The current issue of Diagram features poems that masquerade as lists, chapters from Machiavelli’s The Prince, diary entries, and dialogues. While Diagram is full of these experimental poetic forms, poems in the zine that use more traditional frameworks, couplets and sestets, for example, are also included and prove to be just as innovative. Characterized by a match-up of form and content, these diverse works are alike in their unexpected metaphors and their use of unusual adjectives, which often compliment and complicate the subject matter of the poems in surprising ways.
One of my favorite pieces from issue 6.5 is “Desire Not Well Tended” by Gina Abelkop, a poem about love and how it can be complicated by trauma.
Abelkop’s poem combines confessional style and delightfully strange associations with a remarkable amount of specificity, often lingering on the
speaker’s fingers or hands. The poem is written in a mixture of very long and
extremely short lines, creating a rhythm that fluctuates as the poem progresses. When I first read this poem, I was impressed by how well the confessional style worked with the unusual diction and varying line-lengths,
the end result being a poem in the tradition of Anne Sexton or Sylvia Plath,
but made new in its use of nonlinear structure and fragmented thoughts and images. Abelkop’s poem often circles back to images from earlier in the poem,
like the speaker’s hands and the dolls that she compares them to, gracefully
unifying the elusive images of “Desire Not Well Tended.”

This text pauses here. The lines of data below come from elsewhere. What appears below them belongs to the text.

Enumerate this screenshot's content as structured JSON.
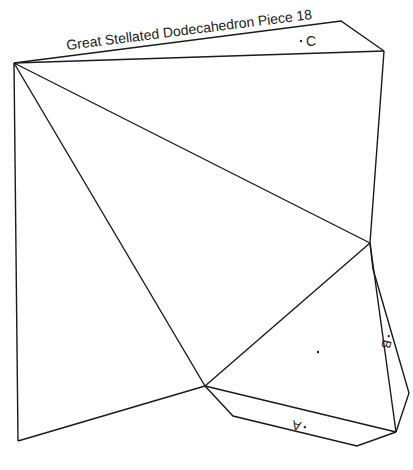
{
  "title": "Great Stellated Dodecahedron Piece 18",
  "labels": {
    "c": "C",
    "b": "B",
    "a": "A"
  },
  "colors": {
    "line": "#1a1a1a",
    "background": "#ffffff"
  },
  "geometry": {
    "vertices": {
      "P1": [
        14,
        63
      ],
      "P2": [
        384,
        51
      ],
      "P3": [
        370,
        243
      ],
      "P4": [
        205,
        386
      ],
      "P5": [
        18,
        441
      ],
      "P6": [
        396,
        432
      ]
    },
    "tabs": {
      "tab_C": [
        [
          14,
          63
        ],
        [
          341,
          21
        ],
        [
          384,
          51
        ]
      ],
      "tab_B": [
        [
          370,
          243
        ],
        [
          373,
          269
        ],
        [
          409,
          393
        ],
        [
          396,
          432
        ]
      ],
      "tab_A": [
        [
          205,
          386
        ],
        [
          233,
          416
        ],
        [
          357,
          446
        ],
        [
          396,
          432
        ]
      ]
    },
    "center_dot": [
      318,
      352
    ]
  }
}
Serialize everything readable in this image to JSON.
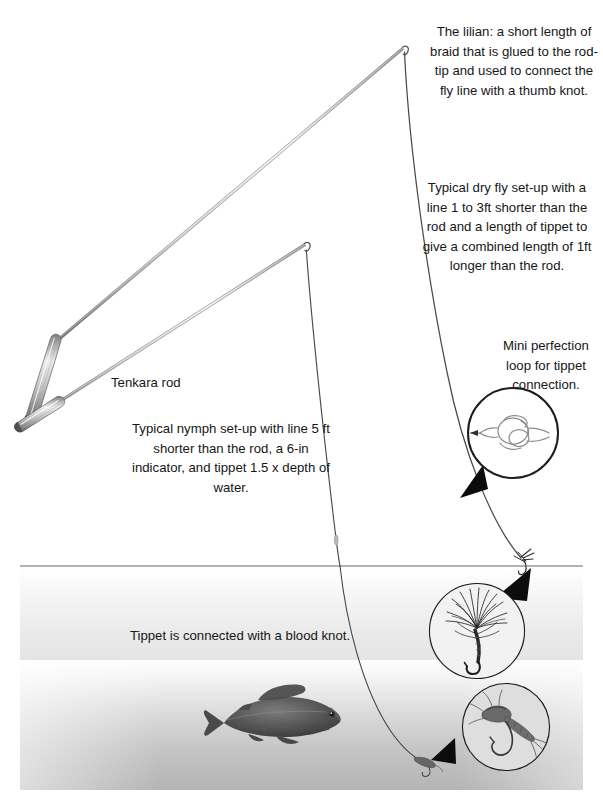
{
  "figure": {
    "background_color": "#ffffff",
    "ink_color": "#3a3a3a",
    "text_color": "#161616",
    "water_color": "#9a9a9a"
  },
  "annotations": {
    "lilian_note": "The lilian: a short length of braid that is glued to the rod-tip and used to connect the fly line with a thumb knot.",
    "dry_fly_note": "Typical dry fly set-up with a line 1 to 3ft shorter than the rod and a length of tippet to give a combined length of 1ft longer than the rod.",
    "perfection_loop_note": "Mini perfection loop for tippet connection.",
    "rod_label": "Tenkara rod",
    "nymph_note": "Typical nymph set-up with line 5 ft shorter than the rod, a 6-in indicator, and tippet 1.5 x depth of water.",
    "blood_knot_note": "Tippet is connected with a blood knot."
  },
  "elements": {
    "water_surface_label": "water-surface-line",
    "rod_upper_label": "tenkara-rod-dry-fly",
    "rod_lower_label": "tenkara-rod-nymph",
    "fish_label": "grayling-fish",
    "dry_fly_label": "dry-fly-on-surface",
    "nymph_label": "nymph-on-tippet"
  },
  "insets": {
    "perfection_loop": {
      "name": "perfection-loop-knot-inset",
      "center_x": 513,
      "center_y": 433,
      "radius": 45
    },
    "dry_fly_photo": {
      "name": "dry-fly-photo-inset",
      "center_x": 477,
      "center_y": 631,
      "radius": 47
    },
    "nymph_photo": {
      "name": "nymph-photo-inset",
      "center_x": 506,
      "center_y": 727,
      "radius": 43
    }
  },
  "geometry": {
    "canvas_width": 603,
    "canvas_height": 810,
    "water_line_y": 566,
    "water_line_x_start": 20,
    "water_line_x_end": 583,
    "rod_tip_dry_fly": [
      403,
      47
    ],
    "rod_tip_nymph": [
      305,
      244
    ],
    "rod_butt_dry_fly": [
      30,
      417
    ],
    "rod_butt_nymph": [
      55,
      338
    ]
  }
}
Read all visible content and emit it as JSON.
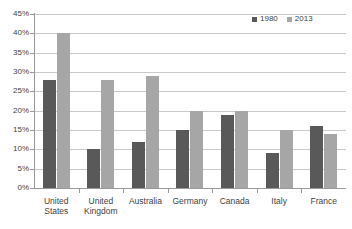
{
  "chart_data": {
    "type": "bar",
    "title": "",
    "subtitle": "",
    "xlabel": "",
    "ylabel": "",
    "categories": [
      "United States",
      "United Kingdom",
      "Australia",
      "Germany",
      "Canada",
      "Italy",
      "France"
    ],
    "series": [
      {
        "name": "1980",
        "color": "#595959",
        "values": [
          28,
          10,
          12,
          15,
          19,
          9,
          16
        ]
      },
      {
        "name": "2013",
        "color": "#a6a6a6",
        "values": [
          40,
          28,
          29,
          20,
          20,
          15,
          14
        ]
      }
    ],
    "ylim": [
      0,
      45
    ],
    "ytick_step": 5,
    "ytick_labels": [
      "0%",
      "5%",
      "10%",
      "15%",
      "20%",
      "25%",
      "30%",
      "35%",
      "40%",
      "45%"
    ],
    "ytick_values": [
      0,
      5,
      10,
      15,
      20,
      25,
      30,
      35,
      40,
      45
    ],
    "value_suffix": "%",
    "grid": "horizontal",
    "legend_position": "top-right",
    "legend_orientation": "horizontal",
    "plot_background": "#ffffff",
    "grid_color": "#c9c9c9",
    "axis_color": "#9a9a9a"
  }
}
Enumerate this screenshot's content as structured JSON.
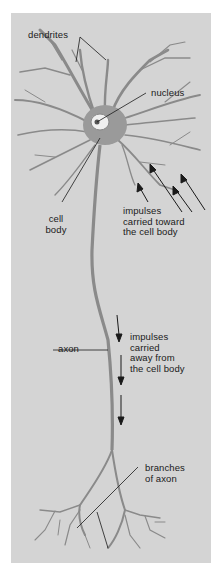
{
  "diagram": {
    "colors": {
      "background": "#d4d4d4",
      "page": "#ffffff",
      "ink": "#1a1a1a",
      "neuron": "#8a8a8a",
      "highlight": "#f0f0f0"
    },
    "labels": {
      "dendrites": "dendrites",
      "nucleus": "nucleus",
      "cell_body": {
        "line1": "cell",
        "line2": "body"
      },
      "impulses_toward": {
        "line1": "impulses",
        "line2": "carried toward",
        "line3": "the cell body"
      },
      "axon": "axon",
      "impulses_away": {
        "line1": "impulses",
        "line2": "carried",
        "line3": "away from",
        "line4": "the cell body"
      },
      "branches": {
        "line1": "branches",
        "line2": "of axon"
      }
    },
    "arrows": {
      "toward_cell_body_count": 4,
      "away_from_cell_body_count": 3
    }
  }
}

I enjoyed the way many of the other poems in Diagram use similar devices, such as the specificity, fragmentation, unusual diction, and nonlinear structure of Gina Abelkop’s poem, but that these characteristics interact differently with the varying form and unpredictable content of each poem. For instance, “The Man’s Watch” by Michael Martone, is about a watch changing hands over the course of a man’s affair. Structured as a numerical list, the poem used a great deal of specificity like Gina Abelkop’s,
but in a different way, the precise details about the watch aroused as a means
to unify the narrative of the man’s affair.
Filled with direct diction and declarative sentences, Martone’s poem offers a wonderful match-up of form and content, the scientific precision of a
numerical list of sixty things fits the extraordinary attention to detail in
describing the watches journey from one woman’s wrist to the other’s.
Other poets featured in Diagram 6.5 include Corinn Adams, Marco A. Dominguez, Michael Greenburg, Daniel Gutstein, Andrew Kozma, Erick Nordenson, Brendan O’Connor, Frances Justine Post, Bonnie Roy, D. Antwan Stewart, Tony Trigilio, Caroline Wilkinson and Brandon A. Wyant, rounding out an issue of great poetry from both emerging and established writers. I’d recommend Diagram to anyone looking for poetry that takes risks, but in the end still has humor and heart.